Loss of farming land: They claim some of the best land in Australia, they obviously haven't travelled far. Speak to the farmers to get the truth about land capability. Greatest loss of farming land is lifestyle and hobby farm blocks.
Loss of Trees: Very few will go. There are no native grasses, as land has been farmed for years, and more trees planted than removed.
Erosion: Would be no different to normal farming practices. Running sheep would require normal management. Lucerne and medics would be great.
Fire risk: The design takes this into account with asset protection zones, with roads forming fire breaks. Not much would burn in the structures. Farming at harvest time is the highest risk.
Noise: Current quarry nearby has noise and high road use. Construction phase of solar farm is relatively short and roads will be refurbished on completion.

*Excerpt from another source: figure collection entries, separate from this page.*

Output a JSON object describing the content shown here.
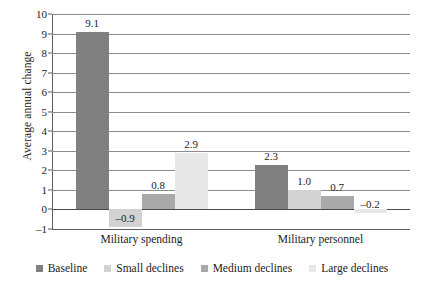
{
  "chart_data": {
    "type": "bar",
    "title": "",
    "subtitle": "",
    "xlabel": "",
    "ylabel": "Average annual change",
    "categories": [
      "Military spending",
      "Military personnel"
    ],
    "series": [
      {
        "name": "Baseline",
        "color": "#808080",
        "values": [
          9.1,
          2.3
        ],
        "labels": [
          "9.1",
          "2.3"
        ]
      },
      {
        "name": "Small declines",
        "color": "#d2d2d2",
        "values": [
          -0.9,
          1.0
        ],
        "labels": [
          "–0.9",
          "1.0"
        ]
      },
      {
        "name": "Medium declines",
        "color": "#a9a9a9",
        "values": [
          0.8,
          0.7
        ],
        "labels": [
          "0.8",
          "0.7"
        ]
      },
      {
        "name": "Large declines",
        "color": "#e8e8e8",
        "values": [
          2.9,
          -0.2
        ],
        "labels": [
          "2.9",
          "–0.2"
        ]
      }
    ],
    "ylim": [
      -1,
      10
    ],
    "yticks": [
      10,
      9,
      8,
      7,
      6,
      5,
      4,
      3,
      2,
      1,
      0,
      -1
    ],
    "ytick_labels": [
      "10",
      "9",
      "8",
      "7",
      "6",
      "5",
      "4",
      "3",
      "2",
      "1",
      "0",
      "–1"
    ],
    "grid": true,
    "grid_axis": "y",
    "legend_position": "bottom",
    "zero_line": 0
  }
}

Visual impact: Trees will ultimately block the view, no one owns a view. I actually asked Greater Hume Council to consider putting solar panels on the Culcairn Common to power the town, just like Lockhart. And that installation would be right in front of my house. But no vision so no project.
Cheaper power: Renewable energy is cheaper and bring prices down.
Removal of installation: Nothing is concreted in and agreements will be in place to return land to agricultural use - unlike residential sub divisions that remove that land permanently.
Linkage infrastructure: Code for putting them out west. No private company would do this due to the sheer cost, risk of unreliability due to storms and fire, even terrorism. Whereas the infrastructure is already here, it's a no-brainer. To run a power line and power boosting facilities will cause massive tree destruction as there has to be 60-metre-wide corridors and continuing maintenance.
Panels on industrial estates and car parks: No power company is going to do that. Take a look at private businesses, most already have solar to try and reduce their running costs. Use of agricultural land for power production and production of meat and wool is the absolutely best solution for sustainability.
Greg Vonthien, Culcairn
Let's get a franchise
After reading the article and seeing the goal to grow the borders population to 300,000+ in the next 20 years (The Border Mail, November 18), I believe Albury-Wodonga should be looking into getting a professional sporting franchise.
Whether it be NBL or a league, possibly even BBL.The benefits for jobs in sports health, construction, tourism would be enormous. And would continually sustain these industries.